The new documentary APOLLO 11 is absolutely stunning.

Director-editor Todd Douglas Miller assembled the film from hundreds of hours of actual NASA footage and audio produced over the course of the Apollo 11 mission to the moon. The picture and sound quality was cleaned up, and the result, when seen on the big screen, is breathtaking in its clarity and scope. The footage may be nearly fifty years old, but Miller's choice of images makes the documentary feel as if it was filmed yesterday.

There are no enhancements to the footage, no celebrity narrators, and the graphics added to help the viewer chart the progress of the mission are simple and unobtrusive. Everything in the film comes from the archives. Miller allows the footage, and the mission audio, to tell the story. Even though it's a story we all know, the presentation of it here makes it far more gripping and exciting than any fictional narrative.

What comes through in APOLLO 11 is the immensity and magnitude of what the mission, and the people who were involved in it, accomplished. Because the film is not injected with any Hollywood-style melodramatics, we are focused on what is happening, in the precise manner in which it happened. Because we are seeing and hearing the real thing, the situation becomes much more powerful.

What really struck me was how deceptively calm everyone sounded on the mission audio--you'd think these men were discussing installing a refrigerator instead of executing probably the most important event in human history. Obviously astronauts Neil Armstrong, Buzz Aldrin, and Michael Collins take center stage here, but APOLLO 11 makes clear how many thousands of other people had a part in making the mission a success.

The footage taken in outer space is amazing--it blows away any 21st Century CGI. Ironically, all the footage used is in the public domain--anyone could have used it to make their own documentary, but I doubt it would have had the impact of Miller's work. The atmospheric music score is by Matt Morton, and he used a 1968 synthesizer to record it.
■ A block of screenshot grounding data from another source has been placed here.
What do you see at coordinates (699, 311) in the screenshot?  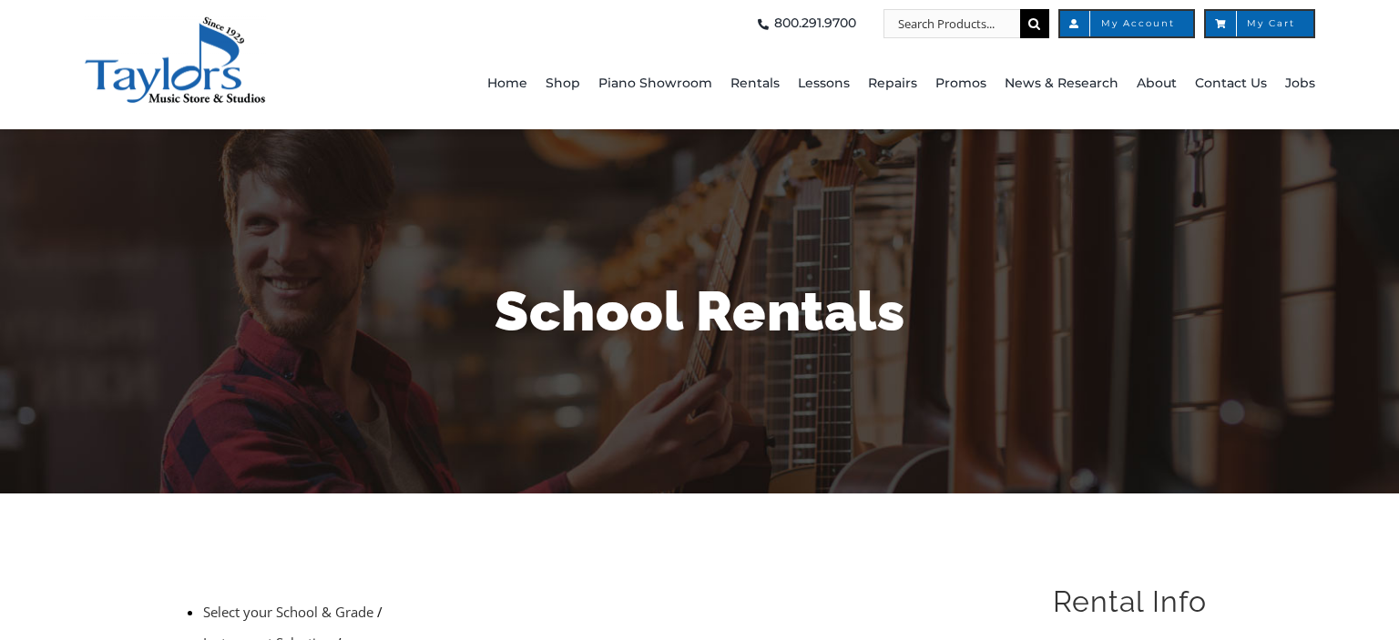 I see `h1: School Rentals` at bounding box center [699, 311].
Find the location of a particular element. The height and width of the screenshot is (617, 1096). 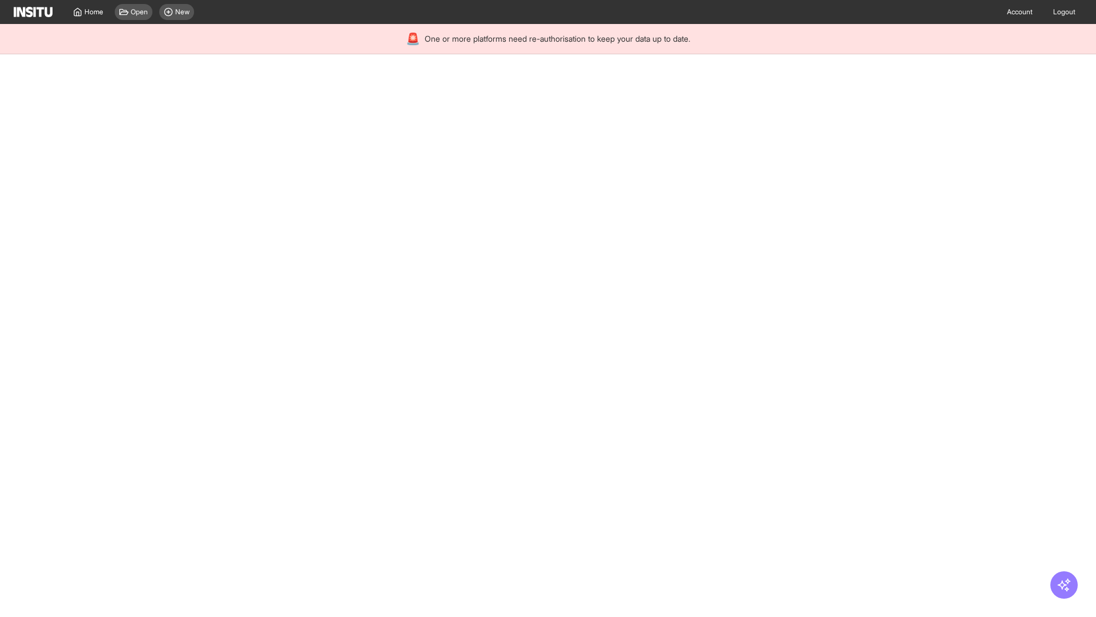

The release of APOLLO 11 was certainly timed to celebrate the 50th anniversary of the moon landing, but it is particularly welcome in today's world, when everyone seems to be at each other's throats. APOLLO 11 is a powerful reminder of what humanity can accomplish, and how much more mankind needs to accomplish. Forget about all the contemporary superhero epics--this is a film featuring real special effects and real heroes, and it needs to be seen by as many people as possible.